There are a lot of reasons to like “Mank.” 1. It’s great filmmaking. 2. It has an irresistible backstory: David Fincher wanted to pay tribute to his late father, Jack, by directing his screenplay; 3. It tackles a well-known topic (Hollywood in the 1930s-‘40s) from an unusual angle. 4. It’s not what people expected, always a good thing in a film.
It’s not about the making of the 1941 classic. “I hope this movie exists as more than just an addendum or footnote to ‘Citizen Kane,’ ” Fincher tells Variety. “I hope there is enough human behavior and an interesting enough look at humanity that it doesn’t require a master’s degree in film theory.”
Among other things, it is a character study of Herman J. Mankiewicz, including his risky decision to write “Citizen Kane.” It’s also about the times he lived in, and how events fed into his creativity.
Fincher says Gary Oldman doesn’t look like Mankiewicz, but has the writer’s disarming charm. “I needed an actor’s actor, to play someone who walks into a room and everyone would say ‘That’s the guy.’
“Gary knows his job is not to make the audience like the character; his job is to be truthful. I don’t want sympathy for Mankiewicz; I want empathy for him. That’s a very specific difference. A lot of actors confuse them.”

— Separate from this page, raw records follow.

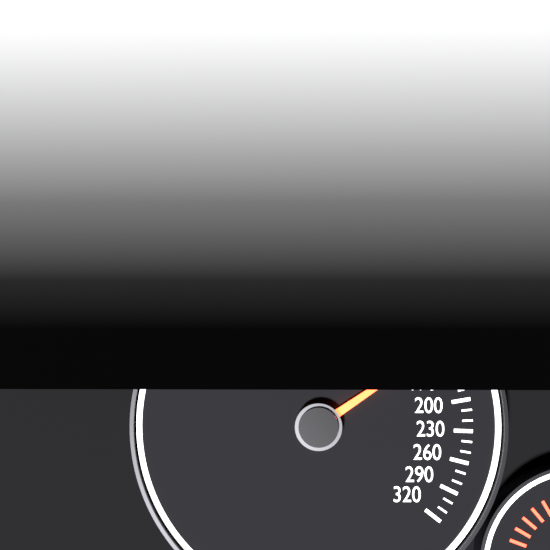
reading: 140 km/h
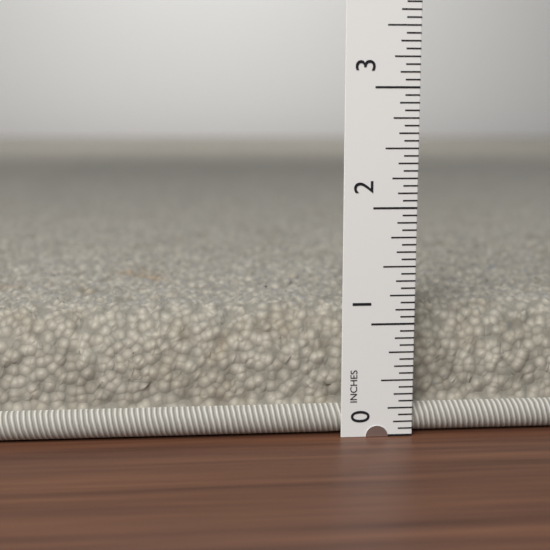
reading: 1.1250 in
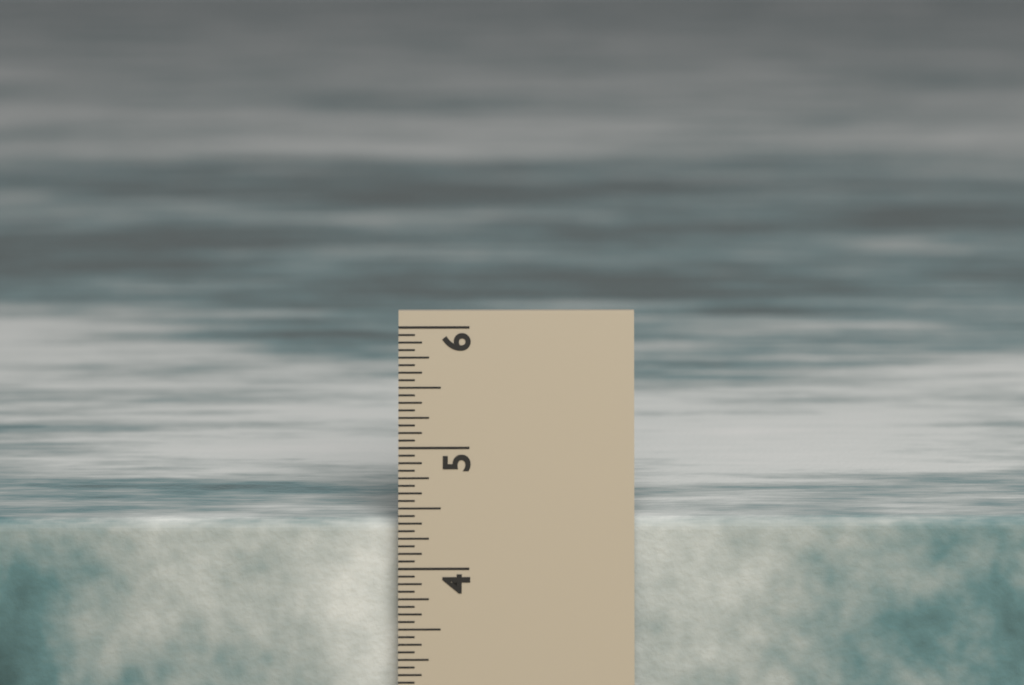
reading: 4.3750 in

Netflix’s “Mank” is also about the 1931-41 era leading up to Mankiewicz’s script (he turned in a 327-page draft). Despite a rebel streak, he knew how to play nicely with William Randolph Hearst as a guest at his estate. (Variety in those days referred to Hearst as the Lord of San Simeon or Sultan of San Simeon.)
As the movie makes clear, Mankiewicz’s skepticism of Hearst became antagonism when he saw how the newspaper baron and MGM topper Louis B. Mayer affected 1934 politics. Their actions allowed Mankiewicz to eventually break with both.
As reported in Variety on Sept. 22, 1933, Upton Sinclair vowed that, if elected governor, he would make California a socialist state — “I mean an industrial democracy.”
In September 1934, Variety said a KNX radio poll showed Sinclair leading 2-to-1 over Republican candidate Frank Merriam. On the same page, Mayer in Paris said if Sinclair is elected, “it would plunge the state’s industries into chaos.” So Mayer used MGM talent to create propaganda films to undermine Sinclair.
The “Mank” script shows how Mankiewicz was affected by that turnaround, but director Fincher didn’t want to overexplain.
“Upton Sinclair was a big deal,” says Fincher. “He was like Bernie Sanders and Studs Terkel, a formidable person. But we didn’t want to stop and give the audience a history lesson of who he was. We needed to give audiences the brushstrokes and move on.”
“There is so much great stuff in the script,” Fincher says of his father’s work. Among the goodies was its no-nonsense presentation of the studio system.
As Fincher points out to Variety, Henry Ford saw assembly lines in meat-processing plants and thought “What if I applied that to automobiles?” It was a huge success and the studios tried to do the same with movies. It worked for publicity, marketing, and even grooming stars. But Fincher says “The greatest disservice ever foisted on ‘chronological narrative content’ is the idea you could take something as intimate and personal as storytelling and apply an assembly-line to it.”
“Mank” shows how writers under contract balked at that assembly line, which led to the Screen Writers Guild, and later the Writers Guild of America.
“Mank,” which is a strong Oscar contender in multiple categories, defies audience expectations. In that way, it’s like Mank himself: a move to counteract assembly-line filmmaking.